Studies show global warming is drying up the Colorado River. Its largest reservoirs have dropped dramatically since 2000.
PHOENIX – Scientists have documented how climate change is sapping the Colorado River, and new research shows the river is so sensitive to warming that it could lose about one-fourth of its flow by 2050 as temperatures continue to climb.
“Either of the scenarios leads to a substantial decrease in flow,” said Chris Milly, a senior research scientist with USGS. “And the scenario with higher greenhouse-gas concentrations decreases the flow more than the scenario with lower greenhouse gas concentrations.” They estimated that more than half of this lost flow was attributable to higher temperatures. That equates to a loss of roughly 1.5 million acre-feet of water per year, which is more than half of the annual water allotment for the entire state of Arizona.
Milly and Dunne focused on the role of snow cover as a “protective shield” for water in the river basin. As the world gets hotter with the burning of fossil fuels, more of the precipitation falls as rain instead of snow. And the snow melts away earlier in the year. As the snow cover in the mountains is progressively lost, the river basin absorbs more energy.
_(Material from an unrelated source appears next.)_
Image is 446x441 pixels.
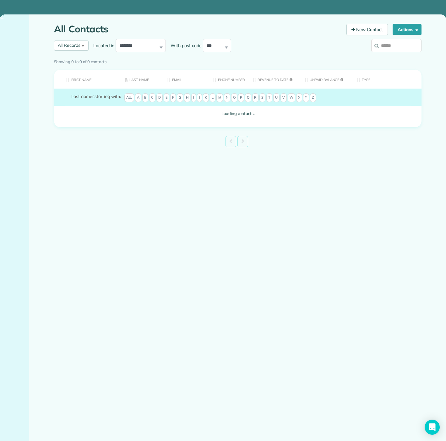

The researchers’ latest estimate of temperature-driven flow losses is at the upper end of what Udall and fellow climate scientist Jonathan Overpeck suggested in a 2017 study, when they estimated declines of 3% to 10% for every degree of warming. Difficult talks ahead on long-term plansThe river’s largest reservoirs have dropped dramatically since 2000. Two decades of mostly dry years and overuse have taken a toll, and rising temperatures have added to the strains.Arizona, Nevada and Mexico have begun taking less water from the river this year under a set of agreements aimed at reducing the risk of the reservoirs falling to critically low levels.